I might mention here that Father raised all of his offspring to be independent and to speak our minds. This openness was not considered a pretty trait for a gentle-raised young woman, but there it was. I suppose I was outspoken as they come, and sometimes I suffered for it.
Father called me to his study the night before I was to wed, saying he wanted one last private moment before he lost me to Thomas Fitzjohn. The room smelled of the medicines he compounded, of the lavender Mother folded between his linens, and decay from the skeletons of large and small animals that crowded every shelf and hung on wires from every beam in the high ceiling. The room was entirely out of place compared to the elegant grace of the rest of our home and Mother often complained about it. She said if she had her way, she would discard the whole collection, but Father simply chuckled and let her rant.
A scientist from his earliest days, Father spent his life looking for ways to help others. He took his duty to his children seriously, and did his best to see that we were raised to be serious about the choices we made for our lives. When we did choose a course of action, Father was there to cheer our victories and bind the wounds of defeat. I loved him more than any other soul I knew, and in my innocence – and total ignorance – I believed I was about to marry a man who would be exactly like him.
“Ah!

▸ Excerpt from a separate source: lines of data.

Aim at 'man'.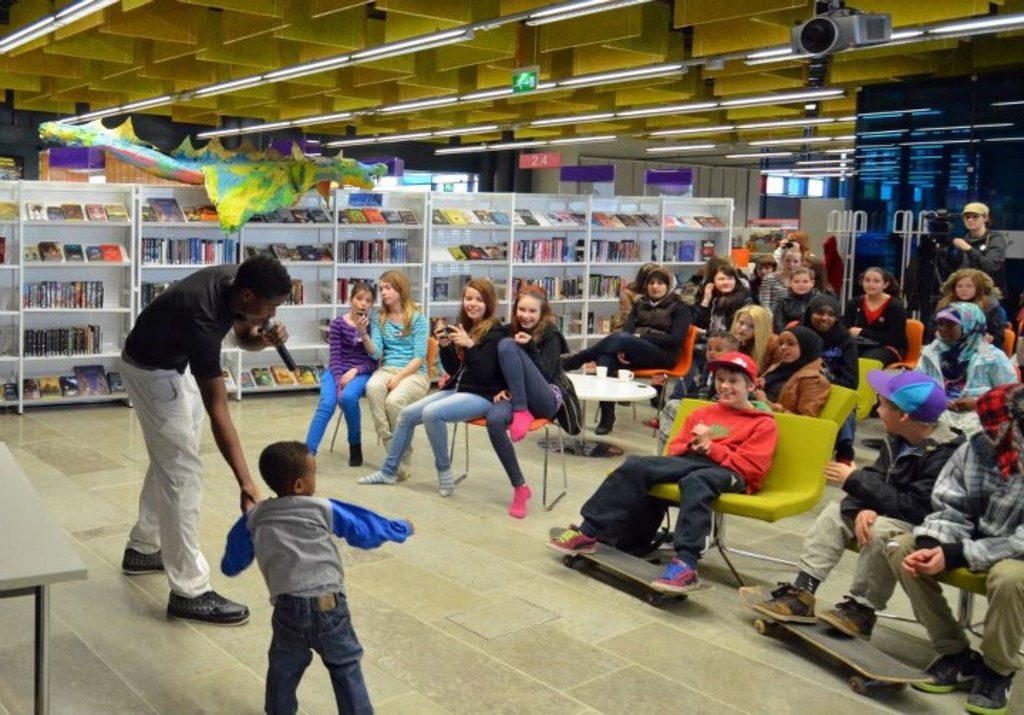
Aimed at 951/198/1007/281.
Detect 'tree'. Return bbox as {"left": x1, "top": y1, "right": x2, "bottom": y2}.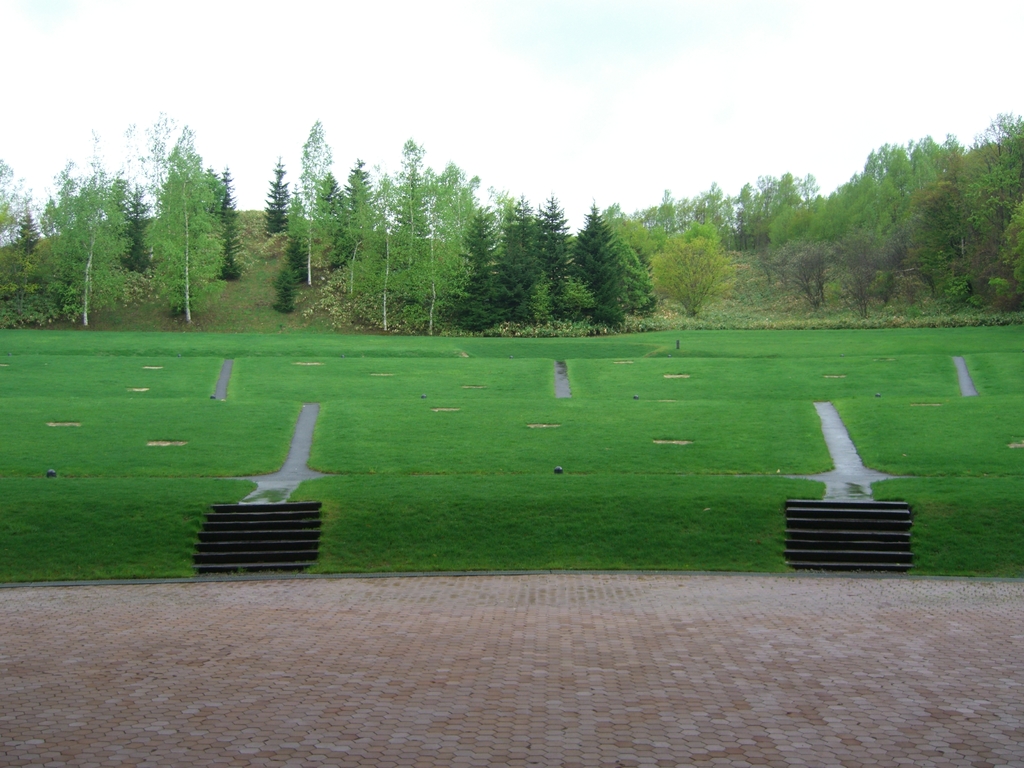
{"left": 732, "top": 173, "right": 815, "bottom": 232}.
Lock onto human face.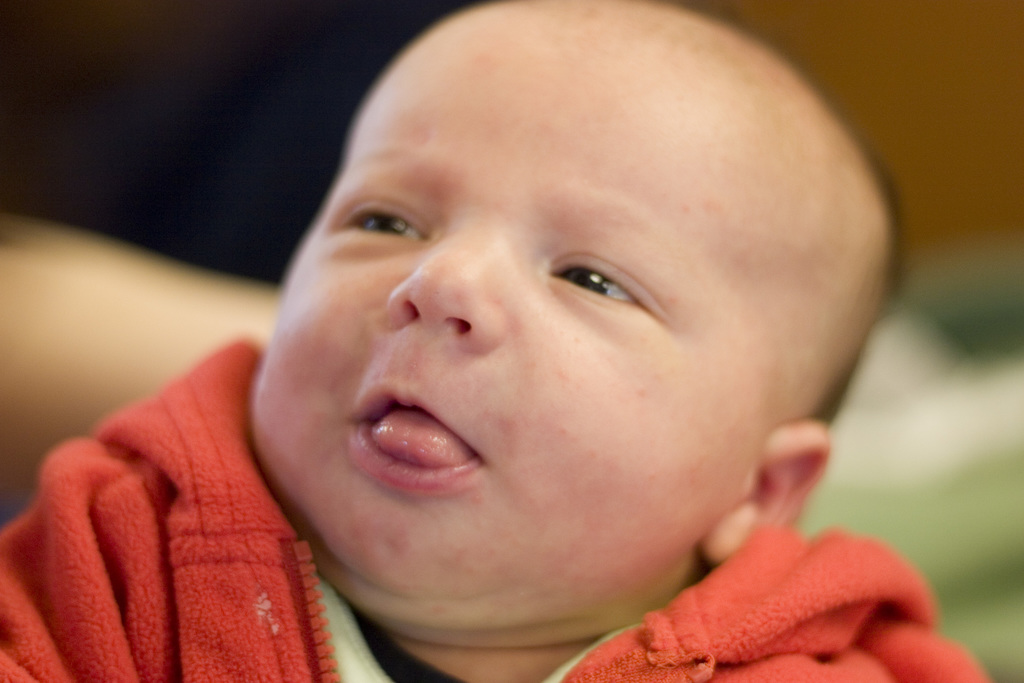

Janie.” My father called from his desk when he saw me in the doorway of his study the night before the wedding. “There’s my pet. Are you ready for tomorrow? Are you happy?” He was a short, muscular man with sensitive hands and piercing blue eyes. Those eyes met mine, and it seemed as if he searched for the truth in the very depths of my soul. “Are you sure about what you are about to do?”
I knew my father loved me, for he always had time to discuss the events of my life, no matter how small. Father fostered my interest in science and healing, and never pushed me away when he was busy with his books. He looked at me with love, and I loved him right back. In that instant, I wondered if I was completely ready to leave the shelter of his love, but I had made my troth to Tomas Fitzjohn and so I pushed the thought away and put on my brightest smile for his sake.
“I’m ready, Father,” I said quickly, before he could see I had the smallest doubt, which I did not. I wanted everyone to be as happy as I was that evening. “And I am so happy.” With that, I ran and scrambled into his lap and wondered if it was to be for the last time.
A properly married woman would surely never sit upon her father’s lap after all! For all of that, I knew time was growing short. Tomorrow I would marry and then I would go away from all I held dear to live in a strange new house with a husband who suddenly seemed a stranger. I, still a child in more ways than I could admit, believed the wedding would remove me from my childhood home and thrust me into a new world of adult wonders.
“Do you love him, Pet, really love him?” Father asked for the hundredth time. “There is still time to change your mind. Thomas is not of the gentry, for all of his learning. You may find you will regret this choice in the fullness of time . . .”
I knew Father was telling the truth for I was a little afraid of this great change in my life, but I could just imagine the expression on my mother’s face if I should suddenly decide to leave Thomas at the altar. Mother would cause a commotion, to put it mildly. I was nearly as afraid of her anger as I was of the disappointment I would cause Tom if I changed my mind.